The banks don't have to foreclose. They can rework the loan. Not now, if the city is going to buy the property, then the homeowners will be out. It seems like it would make more sense if the city helped the homeowners BEFORE foreclosure. This would prevent the houses from being empty, instead of just shuffling people around.

Waste of our Tax Dollars

So let me get this right... I do all the right things, keep my credit clean, scrimp and save to afford a reasonable down payment, pick a home that I can afford within my means, and throw every extra penny into the principal to pay off the loan early. My neighbor, who has purchased a home much bigger than mine, blew his savings on plasma screen TV's, new SUV and vacations to the Caribbean, is now in default, but not to worry! Uncle Sugar will dive in, restructure his loan, use my tax dollars to write off his additional principle, and he is rewarded for his actions. I say, let the market adjust. A fool and his money are soon parted.

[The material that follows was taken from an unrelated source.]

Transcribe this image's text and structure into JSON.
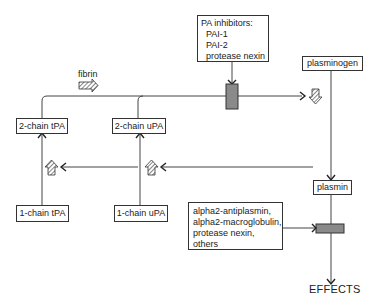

We dont need the government rushing in and making this even worse (as the Feds are painfully prone to do every time they intervene). Privatize profits and socialize losses? No thanks.

Propin' up the prices while the house of cards falls

The gov't programs hurt the people that need them. Instead of the prices of housing coming down to where the lower income can buy a house and pay it off in a reasonable amount of time, these gov't groups come up with special loans that allow the lower income to pay for 30 years (which is a higher price). If the gov't program wasn't there, the prices would probably drop because the loans are there to make the deals happen at higher prices. Then the lower income could buy them at a lower price and pay them off quicker. But that doesn't bode well in having a nation of people shackled to 30 year loans on houses. While we're at it, eliminate the mortgage interest tax deduction, or make all interest tax deductable. One or the other.

Would be nice if it didn't affect us

I'm in the same state of mind as the last poster. But, unfortunately, I realize how this affects the rest of us that mind our finances and ask questions before signing anything. I'll say this, though, as I come across these morons on the street I'll be sure to make them feel lower than a pregnant ant and won't cut them ANY slack if I'm in a position to do so.

Boooo!

Hey, why doesn't the gov't stop taking *MY* tax money and giving it away? Let the banks and their investors take the loss on the BAD LOANS that THEY MADE instead of buying the garbage at above market prices using taxpayer money. Let the banks sell the stuff AT MARKET RATE to the next generation of people? Let those people buy them AT LOW PRICES instead of lipsticking up the things to make them look pretty, and marking them up really high? The gov't interference in the housing market helps to cause the issues. Most items decline in value as they are used, houses should be the same.

Intriguing..

that Northern Virginia is receiving more money (than other areas with older properties) to renovate practically new houses that originally sold for 450 thousand plus.